Obama Challenges China at WTO Over Auto Tariffs


By Devin Dwyer
Jul 5, 2012 1:18pm

As he embarked on a campaign swing across northern Ohio, President Obama announced new action against China in the World Trade Organization, challenging duties imposed last year on U.S. auto exports.
“Just this morning my administration took a new action to hold China accountable for unfair trade practices that harm American automakers,” Obama said during a campaign stop in Maumee, Ohio. “We’re going to make sure that competition is fair. That’s what I believe. That’s part of our vision for America.”
The tough line toward China coincides with Obama’s appeal to blue collar workers in Ohio, home to many U.S. auto manufacturers and suppliers.  The bus tour — themed “Betting on America” — will promote the 2009 Obama-backed bailout of GM and Chrysler and portray the president as a champion of American manufacturing.
Despite the optics of an administration mix of politics with trade policy, White House spokesman Jay Carney disputed that the timing of the announcement was anything other than coincidence.
“This is an action that has been in development for quite a long time. USTR [the U.S. Trade Representative] studies these issues and prepares actions with great deliberation to ensure their success at WTO. This one has been under development for many, many months,” Carney told reporters on Air Force One. “It can’t suddenly be a political action because it happens during the campaign.”
Carney noted that the new WTO complaint is the seventh the administration has filed against China and that the previous six have been “successful.”
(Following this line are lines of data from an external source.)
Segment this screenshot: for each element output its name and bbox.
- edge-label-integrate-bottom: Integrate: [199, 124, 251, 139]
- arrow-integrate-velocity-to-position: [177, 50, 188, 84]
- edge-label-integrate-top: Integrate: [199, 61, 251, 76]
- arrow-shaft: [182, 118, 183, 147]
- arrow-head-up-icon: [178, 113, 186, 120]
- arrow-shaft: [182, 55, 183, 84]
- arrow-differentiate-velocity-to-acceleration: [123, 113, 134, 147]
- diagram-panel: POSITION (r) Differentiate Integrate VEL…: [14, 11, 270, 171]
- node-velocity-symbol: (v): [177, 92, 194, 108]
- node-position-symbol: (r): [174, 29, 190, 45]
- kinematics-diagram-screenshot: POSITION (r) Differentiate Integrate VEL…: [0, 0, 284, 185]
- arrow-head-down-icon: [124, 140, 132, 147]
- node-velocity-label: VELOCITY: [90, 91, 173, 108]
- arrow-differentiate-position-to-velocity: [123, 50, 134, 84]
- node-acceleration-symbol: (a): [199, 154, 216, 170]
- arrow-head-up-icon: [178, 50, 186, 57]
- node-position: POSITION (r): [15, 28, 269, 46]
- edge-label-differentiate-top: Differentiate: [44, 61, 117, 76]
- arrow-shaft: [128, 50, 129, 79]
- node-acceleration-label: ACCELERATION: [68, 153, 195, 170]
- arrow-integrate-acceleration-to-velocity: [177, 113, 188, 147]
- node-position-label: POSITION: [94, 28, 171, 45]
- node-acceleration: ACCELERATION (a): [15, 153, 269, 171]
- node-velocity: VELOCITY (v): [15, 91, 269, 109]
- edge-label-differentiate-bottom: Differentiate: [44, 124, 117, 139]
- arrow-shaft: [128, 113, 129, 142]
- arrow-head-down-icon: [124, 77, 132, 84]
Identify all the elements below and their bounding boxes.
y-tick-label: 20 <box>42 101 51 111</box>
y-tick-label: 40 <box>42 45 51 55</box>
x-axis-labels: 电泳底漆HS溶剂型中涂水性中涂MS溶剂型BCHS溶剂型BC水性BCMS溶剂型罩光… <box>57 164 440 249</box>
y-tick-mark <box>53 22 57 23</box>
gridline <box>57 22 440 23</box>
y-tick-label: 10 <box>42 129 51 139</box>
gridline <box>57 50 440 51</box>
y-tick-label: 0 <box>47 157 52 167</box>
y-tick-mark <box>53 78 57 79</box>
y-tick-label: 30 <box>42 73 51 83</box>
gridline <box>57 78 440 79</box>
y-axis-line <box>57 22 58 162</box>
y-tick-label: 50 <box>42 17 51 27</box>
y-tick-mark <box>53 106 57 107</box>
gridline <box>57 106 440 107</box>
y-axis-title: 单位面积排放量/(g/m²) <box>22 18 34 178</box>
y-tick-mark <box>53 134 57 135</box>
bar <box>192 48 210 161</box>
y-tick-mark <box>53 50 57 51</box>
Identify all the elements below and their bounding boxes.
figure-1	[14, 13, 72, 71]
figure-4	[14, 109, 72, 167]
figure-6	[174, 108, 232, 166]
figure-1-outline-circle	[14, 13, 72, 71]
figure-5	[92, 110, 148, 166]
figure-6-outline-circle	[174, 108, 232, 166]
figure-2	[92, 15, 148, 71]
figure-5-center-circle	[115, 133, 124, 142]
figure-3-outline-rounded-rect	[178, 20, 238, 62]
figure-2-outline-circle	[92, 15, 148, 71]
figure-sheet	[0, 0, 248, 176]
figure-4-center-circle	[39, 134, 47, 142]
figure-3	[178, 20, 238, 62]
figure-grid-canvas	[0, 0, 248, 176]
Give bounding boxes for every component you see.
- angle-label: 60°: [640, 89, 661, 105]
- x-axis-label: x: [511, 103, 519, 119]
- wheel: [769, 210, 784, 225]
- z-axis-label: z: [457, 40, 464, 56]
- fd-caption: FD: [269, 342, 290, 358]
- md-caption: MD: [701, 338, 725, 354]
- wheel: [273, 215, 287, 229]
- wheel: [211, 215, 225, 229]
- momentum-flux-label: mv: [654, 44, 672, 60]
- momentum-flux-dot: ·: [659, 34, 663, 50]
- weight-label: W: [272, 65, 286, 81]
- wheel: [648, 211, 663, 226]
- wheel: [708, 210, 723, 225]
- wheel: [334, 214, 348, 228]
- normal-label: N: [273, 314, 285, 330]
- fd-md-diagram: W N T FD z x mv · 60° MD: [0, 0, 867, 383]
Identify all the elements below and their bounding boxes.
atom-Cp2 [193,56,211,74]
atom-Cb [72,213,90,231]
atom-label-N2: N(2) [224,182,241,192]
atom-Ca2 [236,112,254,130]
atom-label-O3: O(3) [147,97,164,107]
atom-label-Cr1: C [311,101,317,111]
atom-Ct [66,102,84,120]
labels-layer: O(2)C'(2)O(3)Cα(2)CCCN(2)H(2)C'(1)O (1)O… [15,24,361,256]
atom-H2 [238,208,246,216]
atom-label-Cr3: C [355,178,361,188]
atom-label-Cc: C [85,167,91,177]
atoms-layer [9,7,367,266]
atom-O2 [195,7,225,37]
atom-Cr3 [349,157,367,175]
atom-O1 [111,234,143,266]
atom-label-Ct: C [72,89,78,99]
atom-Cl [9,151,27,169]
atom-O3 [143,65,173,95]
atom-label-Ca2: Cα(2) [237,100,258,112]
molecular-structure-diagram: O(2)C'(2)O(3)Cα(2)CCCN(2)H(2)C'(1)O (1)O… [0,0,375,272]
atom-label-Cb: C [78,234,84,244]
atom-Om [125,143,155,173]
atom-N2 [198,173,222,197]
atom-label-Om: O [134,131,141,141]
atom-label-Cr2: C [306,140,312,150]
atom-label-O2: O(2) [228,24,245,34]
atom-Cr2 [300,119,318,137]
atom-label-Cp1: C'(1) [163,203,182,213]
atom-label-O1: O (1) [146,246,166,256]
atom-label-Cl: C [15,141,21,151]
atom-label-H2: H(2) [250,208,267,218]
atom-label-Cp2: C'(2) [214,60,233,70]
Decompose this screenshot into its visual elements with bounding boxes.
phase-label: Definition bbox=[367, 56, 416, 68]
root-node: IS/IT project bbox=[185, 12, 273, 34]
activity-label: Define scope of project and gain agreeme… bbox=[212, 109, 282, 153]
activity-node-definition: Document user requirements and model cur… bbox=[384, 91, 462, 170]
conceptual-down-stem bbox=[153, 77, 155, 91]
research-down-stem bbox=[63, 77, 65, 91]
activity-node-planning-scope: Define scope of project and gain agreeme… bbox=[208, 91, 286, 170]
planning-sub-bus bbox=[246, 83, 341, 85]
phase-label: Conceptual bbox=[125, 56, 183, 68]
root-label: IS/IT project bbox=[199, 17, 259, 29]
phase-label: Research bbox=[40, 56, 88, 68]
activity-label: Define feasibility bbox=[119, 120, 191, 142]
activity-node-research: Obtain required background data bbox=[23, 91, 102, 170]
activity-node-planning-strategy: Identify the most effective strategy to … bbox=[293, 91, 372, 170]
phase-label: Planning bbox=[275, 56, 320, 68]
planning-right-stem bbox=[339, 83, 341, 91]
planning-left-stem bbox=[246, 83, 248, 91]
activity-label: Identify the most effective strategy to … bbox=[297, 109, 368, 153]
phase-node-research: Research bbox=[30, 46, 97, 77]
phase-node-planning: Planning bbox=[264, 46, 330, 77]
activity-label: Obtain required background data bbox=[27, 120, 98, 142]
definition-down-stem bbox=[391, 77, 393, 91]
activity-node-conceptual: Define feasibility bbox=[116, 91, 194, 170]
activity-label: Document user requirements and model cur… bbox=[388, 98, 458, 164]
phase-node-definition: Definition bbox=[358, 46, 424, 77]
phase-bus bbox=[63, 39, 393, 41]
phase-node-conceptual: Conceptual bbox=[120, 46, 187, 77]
Administration officials say the duties, which target Ohio-made cars like the Jeep Wrangler, affect $3.3 billion in exports, hampering prices and potentially imperiling jobs.
“The Chinese duties in question cover more than 80 percent of U.S. auto exports to China, including cars manufactured in Toledo and Marysville, Ohio, and Detroit and Lansing, Michigan,” said Carney. “The duties disproportionately fall on General Motors and Chrysler products because of the actions that President Obama took, as you know, to support the auto industry during the financial crisis.”
China cites Obama’s 2009 taxpayer-funded bailout of U.S. automakers GM and Chrysler to claim that the companies received an unfair advantage in the global marketplace, akin to subsidies that are forbidden by WTO rules.